The history of the Hindu concept of God is a panoramic view of conflicting ideologies. On the one hand there is the philosophy of the unity of God, and on the other there is the religion as it is practiced [today].
After all, some aspects of Hindu theology, particularly those which stress thetrimurti (Hindu trinity) are monotheistic in their basic composition. Followers of the trimurti itself subscribe to a central belief about the unity of God represented through three of his attributes – Brahma, the creator; Vishnu, the sustainer; and Shiva, the destroyer. While these deities are often represented independently through artistic depiction, examining the theoretical basis of trimurti reveals that it is not dissimilar to the Christian concept of the trinity, particularly Sabellianism, which maintains the belief that the three agents of the trinity represent different modes of the same person, rather than three wholly different people.

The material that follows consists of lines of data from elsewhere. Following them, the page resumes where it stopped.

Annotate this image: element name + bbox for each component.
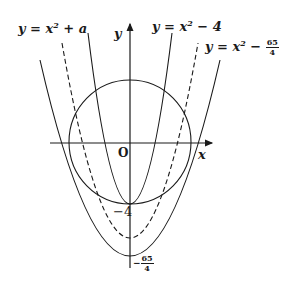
- tick-label-minus-65-4: −654: [133, 254, 154, 273]
- y-axis-label: y: [114, 26, 122, 41]
- tick-label-minus-4: −4: [113, 204, 132, 219]
- x-axis-label: x: [198, 147, 206, 162]
- label-curve-x2-minus-4: y = x2 − 4: [152, 18, 222, 34]
- label-curve-x2-minus-65-4: y = x2 − 654: [205, 38, 279, 57]
- origin-label: O: [118, 146, 128, 160]
- diagram-canvas: y = x2 + a y = x2 − 4 y = x2 − 654 y x O…: [0, 0, 284, 288]
- label-curve-x2-plus-a: y = x2 + a: [18, 20, 87, 36]
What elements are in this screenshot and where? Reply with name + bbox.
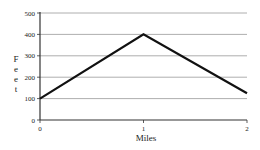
svg-text:e: e (14, 74, 18, 84)
x-axis-ticks: 012 (38, 120, 249, 133)
data-line (40, 34, 247, 98)
svg-text:100: 100 (25, 95, 36, 103)
svg-text:2: 2 (245, 125, 249, 133)
svg-text:300: 300 (25, 52, 36, 60)
svg-text:500: 500 (25, 10, 36, 18)
y-axis-ticks: 0100200300400500 (25, 10, 41, 125)
y-axis-label: Feet (13, 54, 18, 94)
elevation-chart: 0100200300400500 012 Feet Miles (0, 0, 260, 150)
gridlines (40, 13, 247, 99)
svg-text:0: 0 (38, 125, 42, 133)
chart-svg: 0100200300400500 012 Feet Miles (0, 0, 260, 150)
svg-text:200: 200 (25, 74, 36, 82)
svg-text:1: 1 (142, 125, 146, 133)
x-axis-label: Miles (136, 133, 157, 143)
svg-text:400: 400 (25, 31, 36, 39)
svg-text:t: t (15, 84, 18, 94)
svg-text:0: 0 (32, 117, 36, 125)
svg-text:F: F (13, 54, 18, 64)
svg-text:e: e (14, 64, 18, 74)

The idea of conceiving God through his attributes is not an alien concept within Islam either. The name ‘Allah’ represents a composite mix of his ninety-nine attributes by which he can also be known. Therefore, just as Smartha Hindus believe God to embody the attributes of creation, sustenance and destruction, these are characteristics similarly attributed to Allah, by which he can also be invoked rather than using the central name: Allah. Muslims therefore also regard Allah as the creator, Al-Khaliq; the sustainer, Al-Qayyum; and the one who takes life (i.e. the soul), Al-Mumit.
The Qu’ran also makes it clear that Muslims can invoke God by calling on those attributes, telling its readers,
Call upon Allah, or call upon ar-Rahman: by whatever name you call upon Him, (it is well): for to Him belong the Most Beautiful Names.

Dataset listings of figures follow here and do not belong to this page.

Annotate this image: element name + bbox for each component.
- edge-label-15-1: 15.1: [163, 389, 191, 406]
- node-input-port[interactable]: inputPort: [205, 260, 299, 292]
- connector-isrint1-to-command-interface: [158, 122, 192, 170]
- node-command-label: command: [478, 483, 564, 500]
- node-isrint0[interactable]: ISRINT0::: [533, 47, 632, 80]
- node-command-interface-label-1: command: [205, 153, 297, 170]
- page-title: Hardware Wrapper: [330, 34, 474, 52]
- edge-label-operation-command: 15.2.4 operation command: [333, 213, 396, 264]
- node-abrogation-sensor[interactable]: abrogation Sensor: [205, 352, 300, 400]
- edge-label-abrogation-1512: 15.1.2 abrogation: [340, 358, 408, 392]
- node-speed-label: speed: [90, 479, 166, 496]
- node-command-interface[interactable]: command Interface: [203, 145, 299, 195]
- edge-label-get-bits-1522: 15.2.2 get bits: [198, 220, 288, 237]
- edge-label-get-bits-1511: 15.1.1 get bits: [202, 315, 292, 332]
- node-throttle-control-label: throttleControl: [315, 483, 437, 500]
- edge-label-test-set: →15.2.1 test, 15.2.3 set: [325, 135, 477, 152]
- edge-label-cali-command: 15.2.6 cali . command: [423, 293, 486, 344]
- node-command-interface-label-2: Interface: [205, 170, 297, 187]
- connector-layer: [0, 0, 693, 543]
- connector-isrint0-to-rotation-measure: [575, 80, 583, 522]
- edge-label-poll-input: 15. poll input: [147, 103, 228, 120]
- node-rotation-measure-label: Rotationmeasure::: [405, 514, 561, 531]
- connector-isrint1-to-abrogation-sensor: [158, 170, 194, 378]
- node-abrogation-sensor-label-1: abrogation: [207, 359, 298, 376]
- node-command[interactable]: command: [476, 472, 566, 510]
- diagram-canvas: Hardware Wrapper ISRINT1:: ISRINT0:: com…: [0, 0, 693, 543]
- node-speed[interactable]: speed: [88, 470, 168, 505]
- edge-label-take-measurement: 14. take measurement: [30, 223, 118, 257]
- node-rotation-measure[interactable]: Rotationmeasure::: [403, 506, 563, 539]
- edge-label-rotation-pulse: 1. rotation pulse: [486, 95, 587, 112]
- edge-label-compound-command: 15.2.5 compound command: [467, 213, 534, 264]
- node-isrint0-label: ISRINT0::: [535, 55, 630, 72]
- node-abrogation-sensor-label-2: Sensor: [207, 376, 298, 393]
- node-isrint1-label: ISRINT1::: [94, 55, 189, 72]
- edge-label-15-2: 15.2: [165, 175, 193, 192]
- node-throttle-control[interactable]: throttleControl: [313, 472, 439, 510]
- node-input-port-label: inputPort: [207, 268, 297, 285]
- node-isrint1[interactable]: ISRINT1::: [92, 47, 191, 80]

By reassessing the theological relationship between Hinduism and Islam in this way Azad hoped to deconstruct the tensions which kept Hindus and Muslims apart. From establishing this principle it followed that all religions can be the same in spirit because the religion of God is one, if religiosity is defined as devotion to God, however conceived. This also circumvents questions about the validity of differing religious codes by suggesting their differences reflect the diversity of human civilisation, but that their essential spirit remains the same and universal.
Azad’s acceptance of multiple paths to God makes it entirely unholy to forge division based on religion alone. Religion, viewed this way, is a constructive social element which can be used to transcended racial and communal difference by employing universal values. Azad told his readers:
If an idolater honours and worships God in his own way, he should not be shown any disrespect, because the honour and worship of God is, in any event, still the honour and worship of God.

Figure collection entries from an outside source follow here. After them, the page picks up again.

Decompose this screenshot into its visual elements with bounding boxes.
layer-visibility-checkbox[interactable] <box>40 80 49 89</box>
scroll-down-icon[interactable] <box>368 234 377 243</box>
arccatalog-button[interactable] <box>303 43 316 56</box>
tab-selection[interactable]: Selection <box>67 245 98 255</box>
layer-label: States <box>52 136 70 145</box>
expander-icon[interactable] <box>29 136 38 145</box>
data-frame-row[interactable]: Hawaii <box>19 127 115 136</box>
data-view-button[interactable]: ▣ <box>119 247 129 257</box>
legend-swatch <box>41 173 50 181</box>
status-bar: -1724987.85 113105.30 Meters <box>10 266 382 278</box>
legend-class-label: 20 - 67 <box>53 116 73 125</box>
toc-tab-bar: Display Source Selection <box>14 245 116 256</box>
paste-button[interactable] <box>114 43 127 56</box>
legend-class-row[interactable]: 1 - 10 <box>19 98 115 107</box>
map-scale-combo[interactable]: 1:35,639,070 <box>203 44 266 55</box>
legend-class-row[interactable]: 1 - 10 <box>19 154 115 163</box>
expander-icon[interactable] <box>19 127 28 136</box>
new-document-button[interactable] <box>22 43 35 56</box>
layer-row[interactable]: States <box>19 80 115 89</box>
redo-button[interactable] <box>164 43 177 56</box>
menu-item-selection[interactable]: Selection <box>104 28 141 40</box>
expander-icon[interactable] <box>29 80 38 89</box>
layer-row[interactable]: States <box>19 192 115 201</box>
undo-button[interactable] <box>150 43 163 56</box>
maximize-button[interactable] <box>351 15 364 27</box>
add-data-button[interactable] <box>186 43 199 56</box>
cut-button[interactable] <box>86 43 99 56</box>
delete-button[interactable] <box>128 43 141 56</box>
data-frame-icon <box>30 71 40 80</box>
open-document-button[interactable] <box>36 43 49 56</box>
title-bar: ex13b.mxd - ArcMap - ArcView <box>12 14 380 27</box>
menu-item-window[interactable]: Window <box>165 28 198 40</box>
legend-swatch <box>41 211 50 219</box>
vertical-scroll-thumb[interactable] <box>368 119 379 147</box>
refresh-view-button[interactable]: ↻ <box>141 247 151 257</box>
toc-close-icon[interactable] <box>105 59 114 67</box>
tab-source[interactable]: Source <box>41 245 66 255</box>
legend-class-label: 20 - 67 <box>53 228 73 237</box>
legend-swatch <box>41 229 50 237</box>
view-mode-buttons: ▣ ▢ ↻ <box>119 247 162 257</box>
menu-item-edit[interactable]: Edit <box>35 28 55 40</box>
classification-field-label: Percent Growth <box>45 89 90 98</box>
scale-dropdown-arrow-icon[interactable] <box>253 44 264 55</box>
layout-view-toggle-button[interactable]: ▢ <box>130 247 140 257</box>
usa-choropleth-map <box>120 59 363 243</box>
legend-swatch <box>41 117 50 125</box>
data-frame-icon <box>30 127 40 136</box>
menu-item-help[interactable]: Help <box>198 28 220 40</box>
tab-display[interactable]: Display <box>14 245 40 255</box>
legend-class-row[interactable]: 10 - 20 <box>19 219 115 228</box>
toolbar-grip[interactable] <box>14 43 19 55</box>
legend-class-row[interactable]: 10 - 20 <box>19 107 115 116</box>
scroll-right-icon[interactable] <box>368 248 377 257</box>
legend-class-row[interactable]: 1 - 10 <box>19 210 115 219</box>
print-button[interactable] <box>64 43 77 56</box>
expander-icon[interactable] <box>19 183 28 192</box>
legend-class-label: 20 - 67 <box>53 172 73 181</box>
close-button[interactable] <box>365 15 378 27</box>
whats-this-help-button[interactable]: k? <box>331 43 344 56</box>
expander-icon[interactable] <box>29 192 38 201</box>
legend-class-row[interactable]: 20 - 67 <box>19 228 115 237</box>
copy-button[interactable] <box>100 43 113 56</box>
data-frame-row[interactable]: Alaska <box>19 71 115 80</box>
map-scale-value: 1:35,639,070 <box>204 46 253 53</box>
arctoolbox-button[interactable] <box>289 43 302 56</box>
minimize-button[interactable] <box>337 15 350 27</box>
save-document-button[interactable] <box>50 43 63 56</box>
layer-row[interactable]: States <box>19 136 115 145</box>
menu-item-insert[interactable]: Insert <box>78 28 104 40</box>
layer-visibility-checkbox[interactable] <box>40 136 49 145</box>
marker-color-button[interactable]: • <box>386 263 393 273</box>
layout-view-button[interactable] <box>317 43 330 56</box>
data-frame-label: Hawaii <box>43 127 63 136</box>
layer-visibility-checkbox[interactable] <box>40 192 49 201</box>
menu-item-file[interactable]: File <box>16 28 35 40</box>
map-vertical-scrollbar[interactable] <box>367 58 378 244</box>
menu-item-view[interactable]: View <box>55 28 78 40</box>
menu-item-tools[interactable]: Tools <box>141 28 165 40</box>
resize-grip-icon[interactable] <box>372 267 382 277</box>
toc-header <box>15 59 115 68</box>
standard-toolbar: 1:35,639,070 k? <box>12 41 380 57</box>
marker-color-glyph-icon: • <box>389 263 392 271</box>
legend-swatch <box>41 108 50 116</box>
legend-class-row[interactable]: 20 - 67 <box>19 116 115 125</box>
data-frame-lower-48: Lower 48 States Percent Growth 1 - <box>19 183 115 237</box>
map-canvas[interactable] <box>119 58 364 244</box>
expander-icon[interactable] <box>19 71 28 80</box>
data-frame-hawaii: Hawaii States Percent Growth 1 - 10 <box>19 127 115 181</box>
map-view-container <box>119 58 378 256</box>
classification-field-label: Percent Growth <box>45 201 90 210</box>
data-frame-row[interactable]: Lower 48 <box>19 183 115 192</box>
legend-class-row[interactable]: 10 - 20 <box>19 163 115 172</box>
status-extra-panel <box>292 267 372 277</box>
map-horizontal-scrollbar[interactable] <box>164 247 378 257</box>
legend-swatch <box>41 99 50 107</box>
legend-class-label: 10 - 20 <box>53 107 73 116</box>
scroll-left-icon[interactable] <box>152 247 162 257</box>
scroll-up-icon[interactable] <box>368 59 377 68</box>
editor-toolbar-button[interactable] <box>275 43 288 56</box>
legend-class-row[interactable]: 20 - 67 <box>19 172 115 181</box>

Indian Muslims were therefore urged to see themselves as part of a wider, indivisible Indian society and not distinguish themselves by virtue of religion alone. For these reasons, Azad bitterly opposed the division of India and the creation of Pakistan.
This is where Standing gets it so wrong. Simply telling Muslims their religion is rubbish at every opportunity will get you nowhere. What Azad’s scholarship offers is the most compelling case for a progressive, liberal, and secular Islam at peace with itself and the wider world. Popularising those beliefs from within – and with reliance on – an Islamic tradition gives ordinary Muslims the best chance to decisively and fatally undermine the millenarian mania of their co-religionists.
How could any sincere and thoughtful contributor to this debate want anything else?
Postscript: I should add that the ideas discussed here are much more meaty and substantive than what I have offered up. Friends who are more qualified and understanding than myself will expand on these concepts and ideas for those that want to pursue the debate in all its theological nuance. As I’ve said before, theology really is not my game.